Post
Topic
Board Bitcoin Technical Support
Re: RBF Spam
by
ranochigo
on 17/12/2023, 16:03:39 UTC
Interesting...
I'm not too familiar in Bitcoin Core's fee estimation algorithm but my initial guess is it's trying to trick the fee estimation by continuously broadcasting high fee replacement transactions with enough delay for the previous transaction to propagate.
Since it's a replacement, each relayed replacement is cheap since it'll only need to add a few satoshi on top of the transaction that it replaced.

But I'm not sure if the fee of the replaced transactions that a node relayed wont be removed from its "bucket" and if those will still be counted to its fee estimation after the last replacement is confirmed though.
If it is, that could be the purpose of those rbf spam.
Doesn't Bitcoin Core look at the amount of time transactions take to confirm with the historical statistics? If it only considers the fees of transactions which are eventually included into a block, then it would mean that any transactions which are replaced would not matter since it wouldn't be confirmed.

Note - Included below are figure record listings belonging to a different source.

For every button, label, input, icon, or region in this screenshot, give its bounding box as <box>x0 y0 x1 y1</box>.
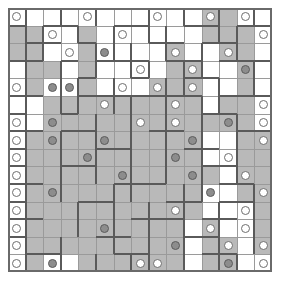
grid-cell[interactable] <box>166 8 184 26</box>
grid-cell[interactable] <box>254 166 272 184</box>
grid-cell[interactable] <box>202 254 220 272</box>
grid-cell[interactable] <box>78 61 96 79</box>
grid-cell[interactable] <box>131 149 149 167</box>
grid-cell[interactable] <box>8 43 26 61</box>
grid-cell[interactable] <box>219 61 237 79</box>
white-pearl-icon[interactable] <box>136 259 145 268</box>
grid-cell[interactable] <box>43 8 61 26</box>
white-pearl-icon[interactable] <box>118 83 127 92</box>
grid-cell[interactable] <box>96 78 114 96</box>
grid-cell[interactable] <box>131 202 149 220</box>
white-pearl-icon[interactable] <box>12 224 21 233</box>
grid-cell[interactable] <box>114 202 132 220</box>
grid-cell[interactable] <box>114 149 132 167</box>
white-pearl-icon[interactable] <box>224 48 233 57</box>
white-pearl-icon[interactable] <box>171 118 180 127</box>
grid-cell[interactable] <box>202 237 220 255</box>
white-pearl-icon[interactable] <box>259 136 268 145</box>
grid-cell[interactable] <box>26 149 44 167</box>
grid-cell[interactable] <box>26 96 44 114</box>
grid-cell[interactable] <box>131 166 149 184</box>
white-pearl-icon[interactable] <box>171 100 180 109</box>
grid-cell[interactable] <box>61 114 79 132</box>
white-pearl-icon[interactable] <box>224 153 233 162</box>
grid-cell[interactable] <box>114 96 132 114</box>
grid-cell[interactable] <box>202 43 220 61</box>
grid-cell[interactable] <box>78 219 96 237</box>
grid-cell[interactable] <box>8 61 26 79</box>
grid-cell[interactable] <box>219 96 237 114</box>
grid-cell[interactable] <box>219 219 237 237</box>
grid-cell[interactable] <box>237 149 255 167</box>
puzzle-board[interactable] <box>8 8 272 272</box>
grid-cell[interactable] <box>61 96 79 114</box>
white-pearl-icon[interactable] <box>241 206 250 215</box>
white-pearl-icon[interactable] <box>206 224 215 233</box>
gray-pearl-icon[interactable] <box>118 171 127 180</box>
grid-cell[interactable] <box>114 237 132 255</box>
grid-cell[interactable] <box>184 254 202 272</box>
grid-cell[interactable] <box>202 166 220 184</box>
white-pearl-icon[interactable] <box>136 65 145 74</box>
gray-pearl-icon[interactable] <box>83 153 92 162</box>
white-pearl-icon[interactable] <box>259 100 268 109</box>
grid-cell[interactable] <box>131 237 149 255</box>
gray-pearl-icon[interactable] <box>171 153 180 162</box>
white-pearl-icon[interactable] <box>259 118 268 127</box>
grid-cell[interactable] <box>8 96 26 114</box>
grid-cell[interactable] <box>61 184 79 202</box>
grid-cell[interactable] <box>26 202 44 220</box>
grid-cell[interactable] <box>219 26 237 44</box>
grid-cell[interactable] <box>26 166 44 184</box>
grid-cell[interactable] <box>114 219 132 237</box>
grid-cell[interactable] <box>149 61 167 79</box>
gray-pearl-icon[interactable] <box>65 83 74 92</box>
grid-cell[interactable] <box>237 237 255 255</box>
grid-cell[interactable] <box>237 26 255 44</box>
grid-cell[interactable] <box>96 166 114 184</box>
grid-cell[interactable] <box>184 43 202 61</box>
grid-cell[interactable] <box>149 184 167 202</box>
grid-cell[interactable] <box>96 237 114 255</box>
grid-cell[interactable] <box>78 96 96 114</box>
grid-cell[interactable] <box>166 26 184 44</box>
grid-cell[interactable] <box>166 61 184 79</box>
grid-cell[interactable] <box>166 78 184 96</box>
gray-pearl-icon[interactable] <box>100 136 109 145</box>
grid-cell[interactable] <box>131 26 149 44</box>
gray-pearl-icon[interactable] <box>100 224 109 233</box>
grid-cell[interactable] <box>237 43 255 61</box>
grid-cell[interactable] <box>78 254 96 272</box>
grid-cell[interactable] <box>184 202 202 220</box>
grid-cell[interactable] <box>149 237 167 255</box>
grid-cell[interactable] <box>96 114 114 132</box>
grid-cell[interactable] <box>219 202 237 220</box>
grid-cell[interactable] <box>166 254 184 272</box>
grid-cell[interactable] <box>114 114 132 132</box>
grid-cell[interactable] <box>254 61 272 79</box>
grid-cell[interactable] <box>26 219 44 237</box>
white-pearl-icon[interactable] <box>153 259 162 268</box>
grid-cell[interactable] <box>26 131 44 149</box>
grid-cell[interactable] <box>166 131 184 149</box>
grid-cell[interactable] <box>43 219 61 237</box>
grid-cell[interactable] <box>219 8 237 26</box>
grid-cell[interactable] <box>237 184 255 202</box>
white-pearl-icon[interactable] <box>118 30 127 39</box>
grid-cell[interactable] <box>26 114 44 132</box>
grid-cell[interactable] <box>184 26 202 44</box>
grid-cell[interactable] <box>61 237 79 255</box>
grid-cell[interactable] <box>78 26 96 44</box>
grid-cell[interactable] <box>184 184 202 202</box>
grid-cell[interactable] <box>114 8 132 26</box>
grid-cell[interactable] <box>43 61 61 79</box>
grid-cell[interactable] <box>78 237 96 255</box>
gray-pearl-icon[interactable] <box>100 48 109 57</box>
grid-cell[interactable] <box>96 26 114 44</box>
white-pearl-icon[interactable] <box>12 171 21 180</box>
grid-cell[interactable] <box>26 8 44 26</box>
gray-pearl-icon[interactable] <box>48 118 57 127</box>
grid-cell[interactable] <box>202 202 220 220</box>
grid-cell[interactable] <box>61 202 79 220</box>
grid-cell[interactable] <box>114 254 132 272</box>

But if you make non-RBF transaction can’t it still be replaced if the server or node is full RBF opt in? Or is there  way to know maybe a node isn’t full RBF so one can change server when looking to make a non-RBF transaction
Trying to replace a non-RBF transaction would only result in poor propagation. Nodes or miners who do not care about the RBF flag can still relay or confirm your transactions.